Travel
Travel

Day 6: Fort Portal – Kisoro – Bwindi Impenetrable Forest National Park


Day Six started in the blurred watercolour of dawn at Fort Portal, where dew clung to everything like nature’s way of reminding you that, yes, you’re still alive, and no, you can’t go back to bed. Fort Portal has that rare combination of feeling quaintly forgotten by time while simultaneously reminding you that time is ongoing and occasionally hostile, especially in the mornings. There’s a feeling here like you’re stuck in a screensaver of mountains and clouds that want to swallow you whole.

The plan was simple: Drive from Fort Portal to Bwindi Impenetrable Forest National Park by way of Kisoro and marvel at the wonders of Uganda along the way. The reality? A seemingly endless string of switchbacks, potholes that could swallow medium-sized livestock, and enough dust to make you question your decision to have ever brought anything resembling a “white” article of clothing on this trip. That road to Kisoro is not so much a road as it is a philosophical test. You begin to contemplate things—like the futility of human endeavour, the meaning of patience, and why, in god’s name, rental companies don’t make spare tyres mandatory when navigating the Ugandan Highlands.

For starters, there is the map: a concept more abstract than helpful when dealing with Uganda’s road network, which sometimes resembles the playful scrawl of a toddler with a crayon. You begin the journey feeling ambitious, imagining this grand, cinematic road trip with sweeping vistas. Then the reality of Kisoro’s highway hits—well, not so many hits as *grinds*—slowly, over hours, like the road is resisting your forward motion out of sheer obstinance.

You pass small villages along the way, each set against a backdrop of misty peaks so perfect it feels almost rehearsed. The people along the roadside watch you pass with expressions that range from mild curiosity to total indifference, which is probably a reflection of how often they’ve seen starry-eyed travellers like yourself deluded by the romance of the road, utterly unaware of the dust they’re about to swallow.

At one point, a sign suggests there is coffee nearby. There isn’t. There was never coffee. There was only the promise of coffee—an illusion, a mirage that dissolved as quickly as your will to ask a third local where the café might be, only to be met with the universal “just down the road” shrug. When you finally accept that the road does not end and time is merely a construct invented by people who don’t travel through Kisoro, you resign yourself to the ride.

The topography seems to conspire against you, with mountains that rise and fall like someone in charge of the landscape couldn’t decide on a coherent design. Uganda’s peaks feel impossible near and far at the same time—near because they loom ominously in your peripheral vision, far because every twist in the road reveals a whole new series of them as if the country is folding and unfolding itself to make sure you don’t ever arrive where you think you’re headed.

Hours drag on. You’ve listened to every song on your phone twice, then dipped into the regrettable podcasts you downloaded on a whim. You’ve started to question the purpose of everything. Not just the trip—*everything.* But then, just when living in your car forever seems like a reasonable conclusion to your life, you catch your first glimpse of Bwindi Impenetrable Forest.

It’s not subtle. Bwindi appears on the horizon like a monolith, a great dark wall of dense green foliage that reminds you that this place is more than a park—it’s *Impenetrable*. Capital I. Capital F. Nature here has no intention of being friendly. This forest is the thick, wild, unbridled kind that doesn’t care whether you think you’re on an “adventure” or not. A part of you wants to turn around and head back to Fort Portal. (But also a part of you that remembers Fort Portal is no longer an option because, for better or worse, you’re committed now.)

Arriving in Bwindi isn’t like a pivotal moment in an adventure film, where music swells and birds take flight in slow motion. It’s like creeping up on something ancient and indifferent, feeling small and inconsequential. Which, to be fair, you are. You’re very small. The forest, which seems to pulsate with the weight of its biodiversity, dwarfs you both physically and existentially.

You park. You stretch. You wonder briefly if your legs even work anymore after the eight-hour mental marathon they’ve just endured. The trees loom overhead, branches twisting into a canopy so thick it looks like they’re plotting something. The air smells different—heavier, damp, like every breath you take is a sip of the forest itself.

Ultimately, you realize the journey wasn’t a test of endurance or willpower. It was a preview, a preamble to the far more unsettling, humbling experience that awaits. Because Bwindi, much like the road that leads to it, doesn’t care about you, your plans, or your expectations. It just *is*. And all you can do is try to keep up.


== Problem description ==
State, as a bare number, how many lines below contain "tick".

== Data excerpts ==

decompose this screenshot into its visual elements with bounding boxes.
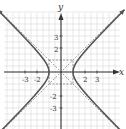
y-tick-label: 2: [54, 46, 58, 54]
y-axis-label: y: [57, 2, 64, 12]
x-tick-label: -3: [22, 76, 29, 84]
y-tick-label: 3: [54, 34, 58, 42]
y-tick-label: -3: [50, 105, 57, 113]
hyperbola-graph: y x -3 -2 2 3 3 2 -2 -3: [0, 0, 126, 129]
x-axis-label: x: [119, 67, 124, 77]
x-tick-label: 3: [95, 76, 99, 84]
x-tick-label: -2: [34, 76, 41, 84]
x-tick-label: 2: [83, 76, 87, 84]
y-tick-label: -2: [50, 93, 57, 101]
chart-svg: y x -3 -2 2 3 3 2 -2 -3: [0, 0, 126, 129]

== Completed task ==
8